**Exercise aim**.
The response must consist of the lines from the one holding "You are a GUI" through the final line of the entries, given again exactly and without any pictures.

Dataset entries:
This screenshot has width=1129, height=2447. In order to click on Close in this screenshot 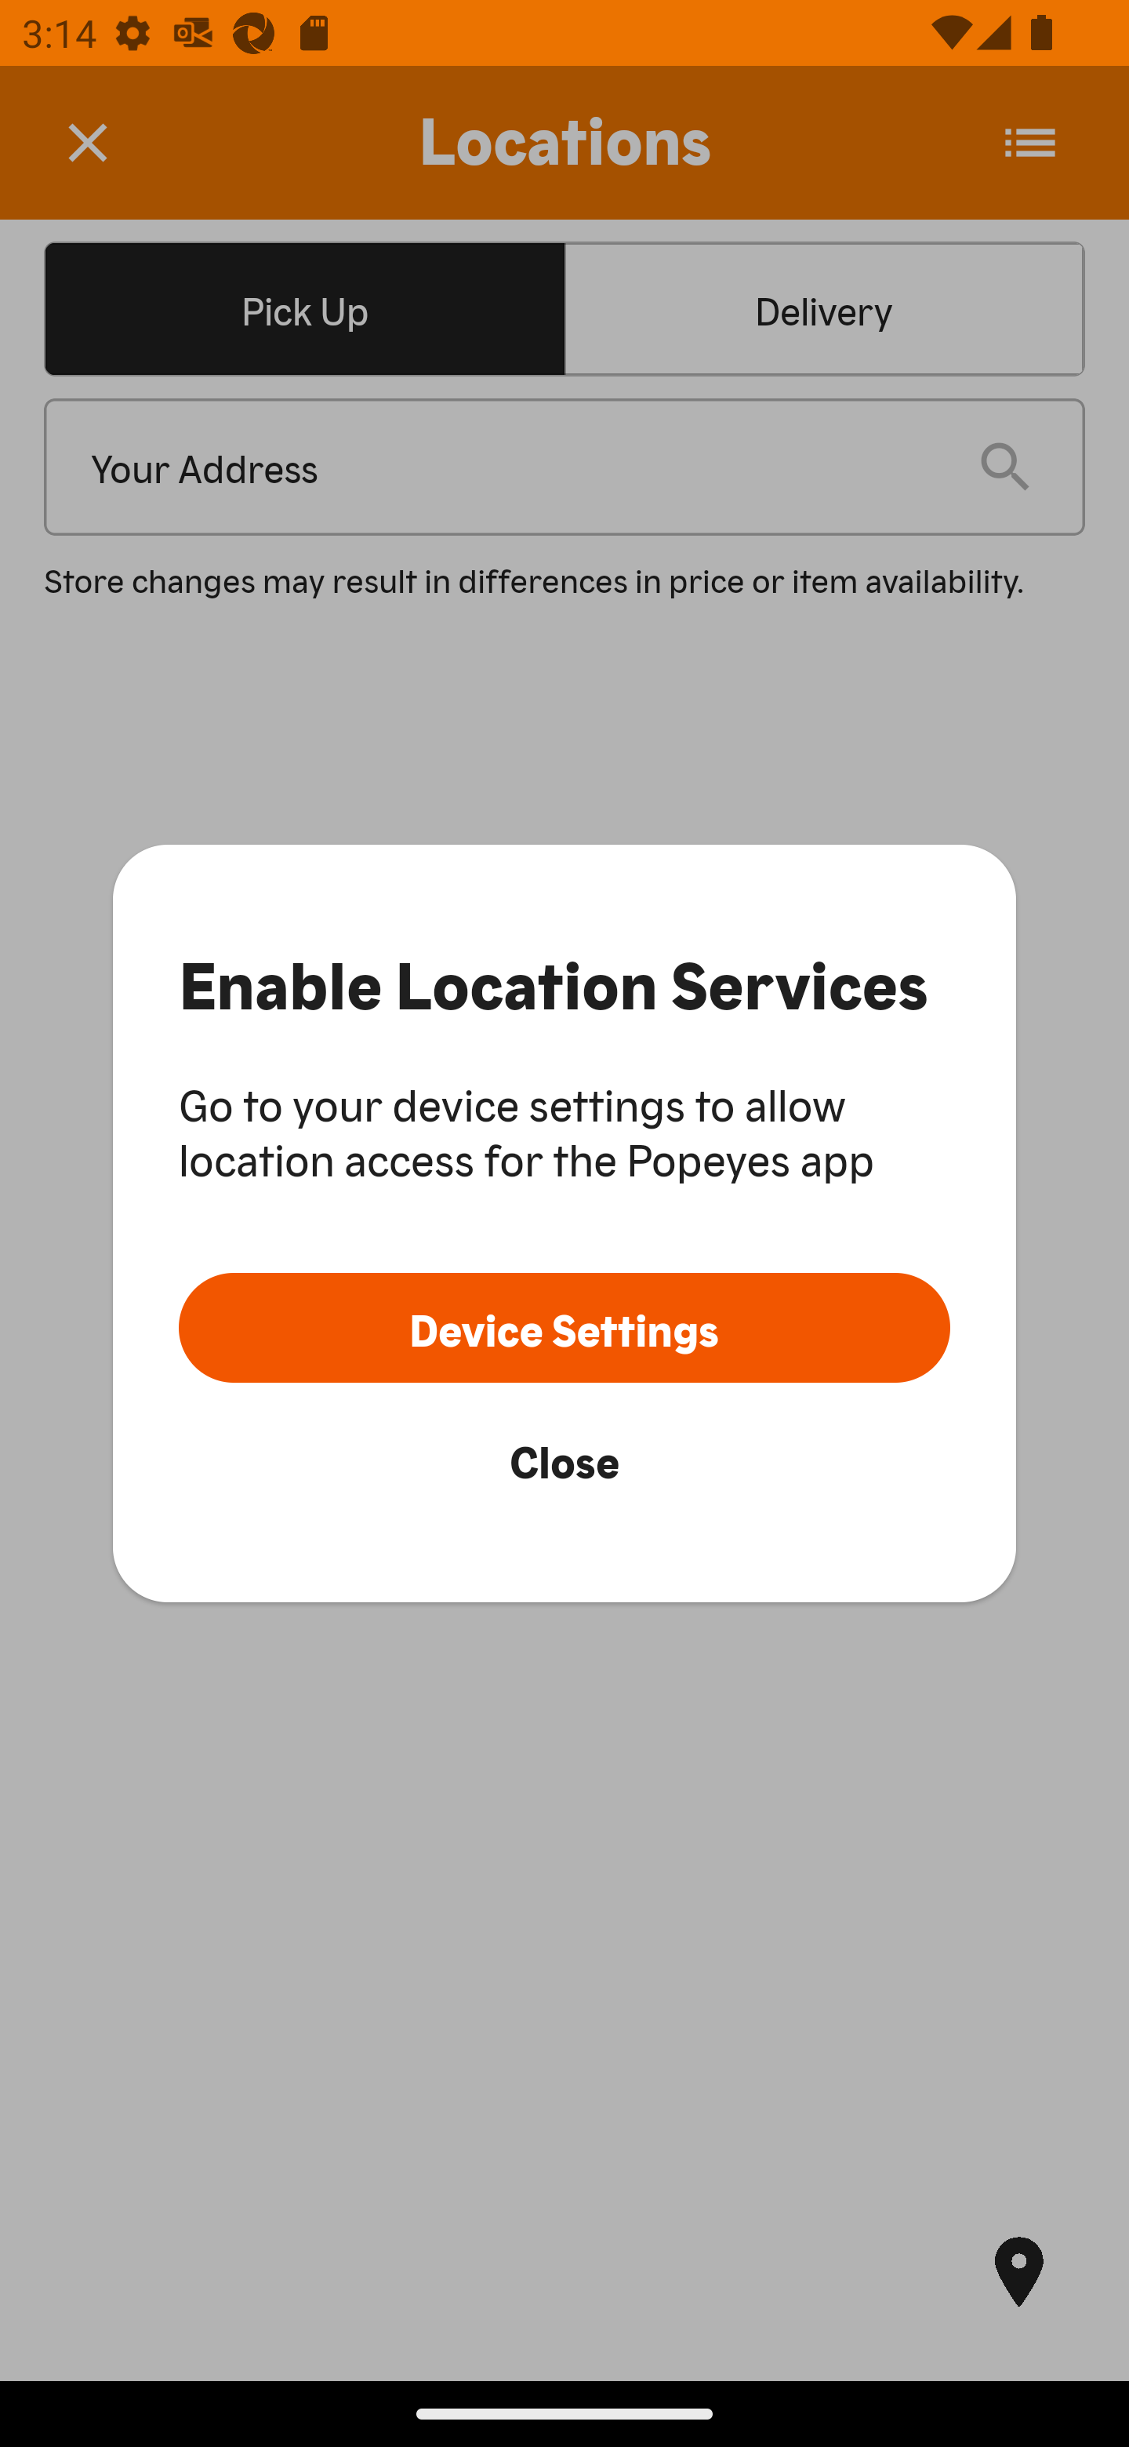, I will do `click(564, 1459)`.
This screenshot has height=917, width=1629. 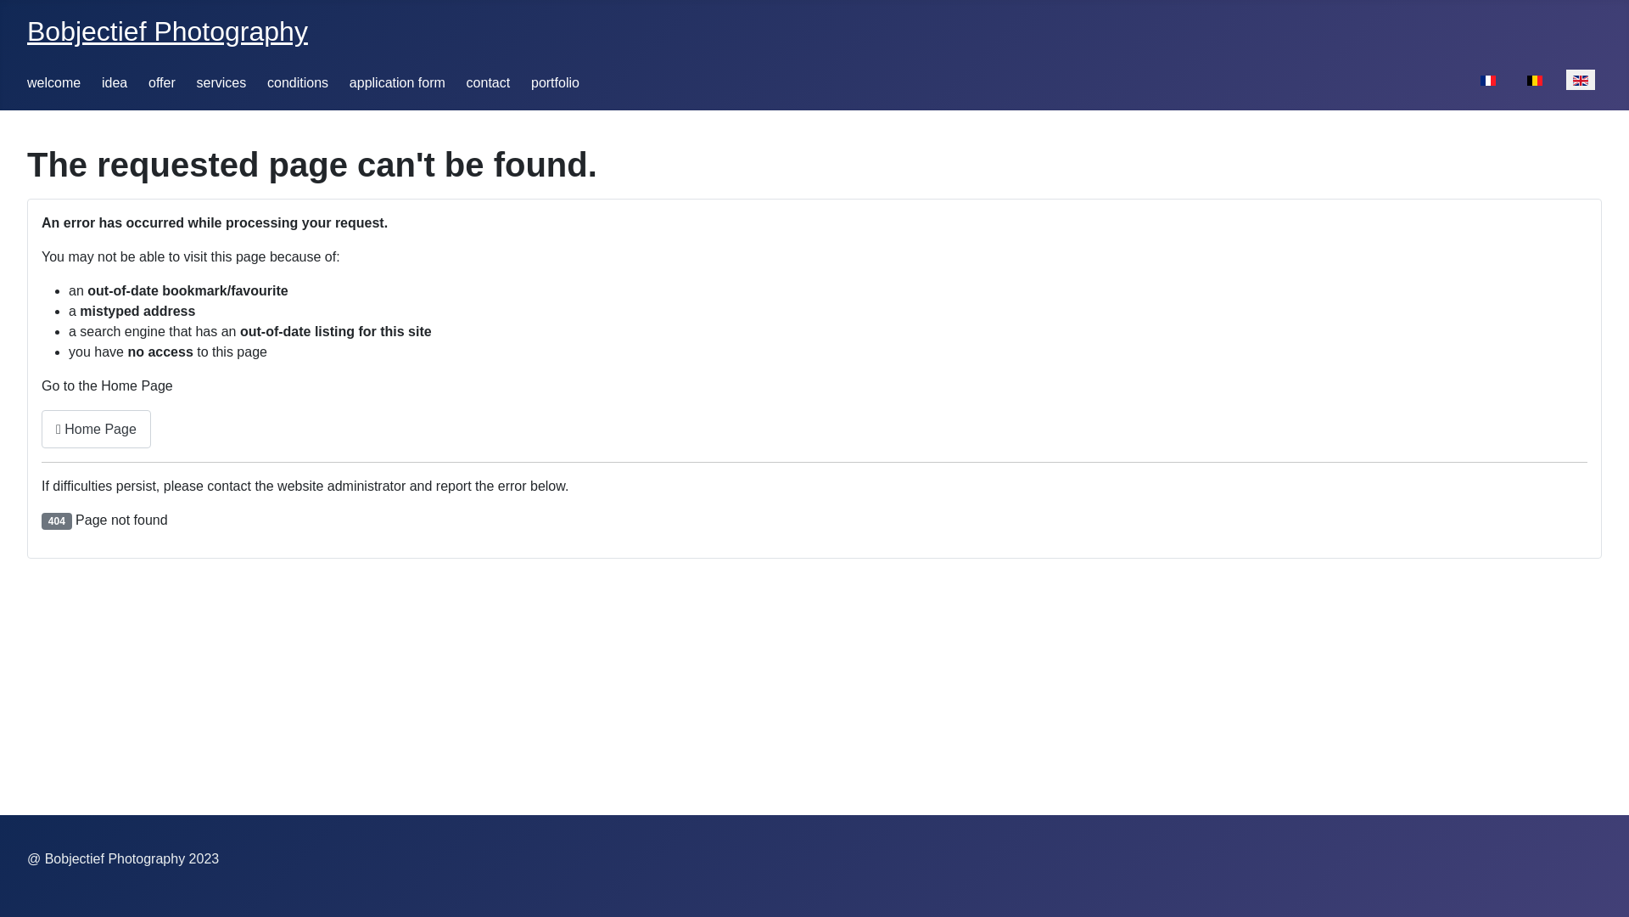 I want to click on welcome, so click(x=54, y=83).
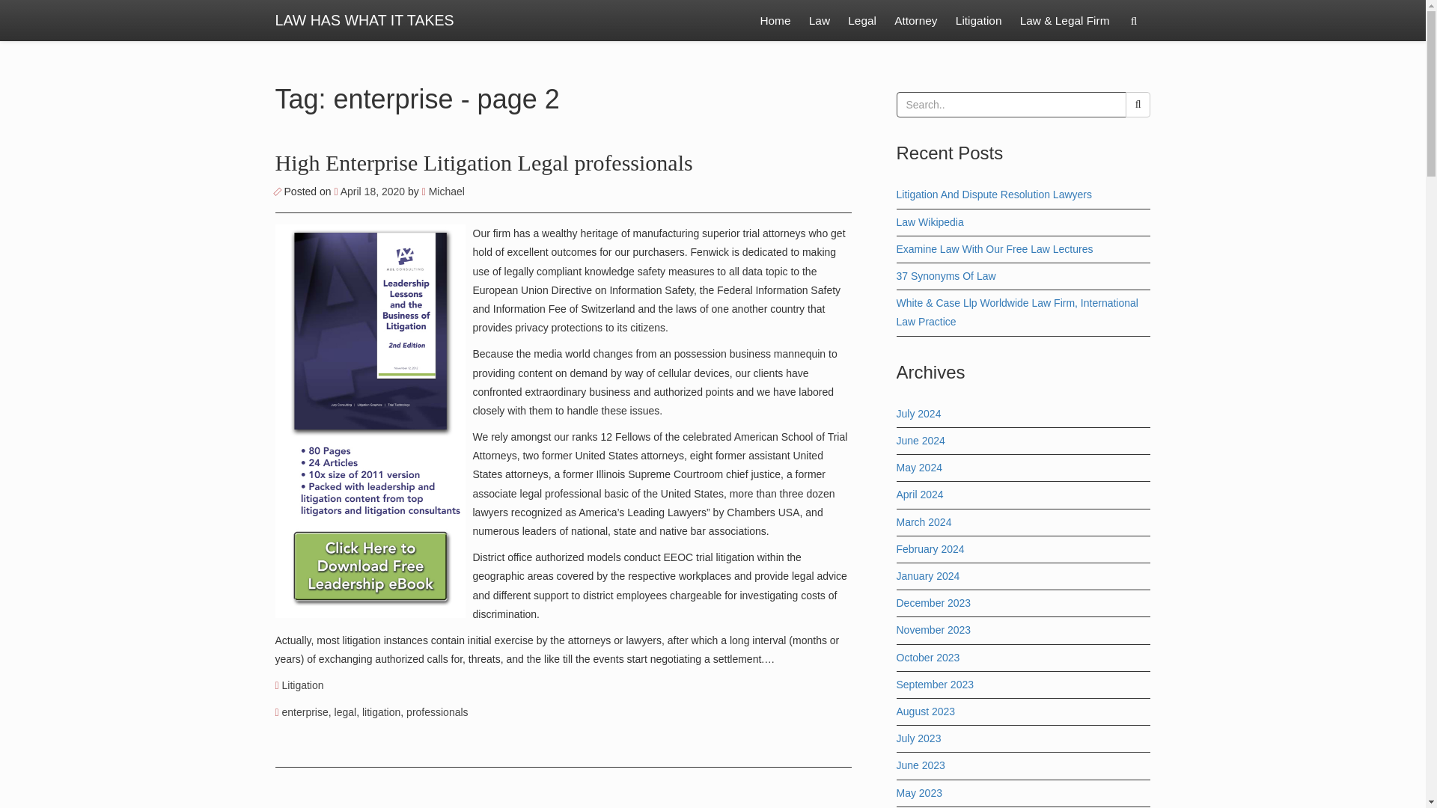 The height and width of the screenshot is (808, 1437). I want to click on legal, so click(346, 712).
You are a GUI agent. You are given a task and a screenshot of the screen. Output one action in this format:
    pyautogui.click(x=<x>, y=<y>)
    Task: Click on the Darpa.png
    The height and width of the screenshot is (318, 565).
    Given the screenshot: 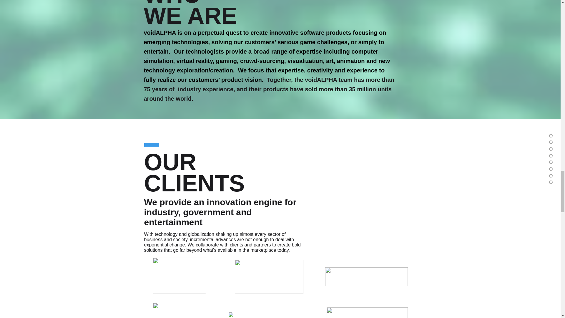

**Written response**.
You are a GUI agent. You are given a task and a screenshot of the screen. Output one action in this format:
    pyautogui.click(x=<x>, y=<y>)
    Task: Click on the Darpa.png
    The height and width of the screenshot is (318, 565).
    Given the screenshot: 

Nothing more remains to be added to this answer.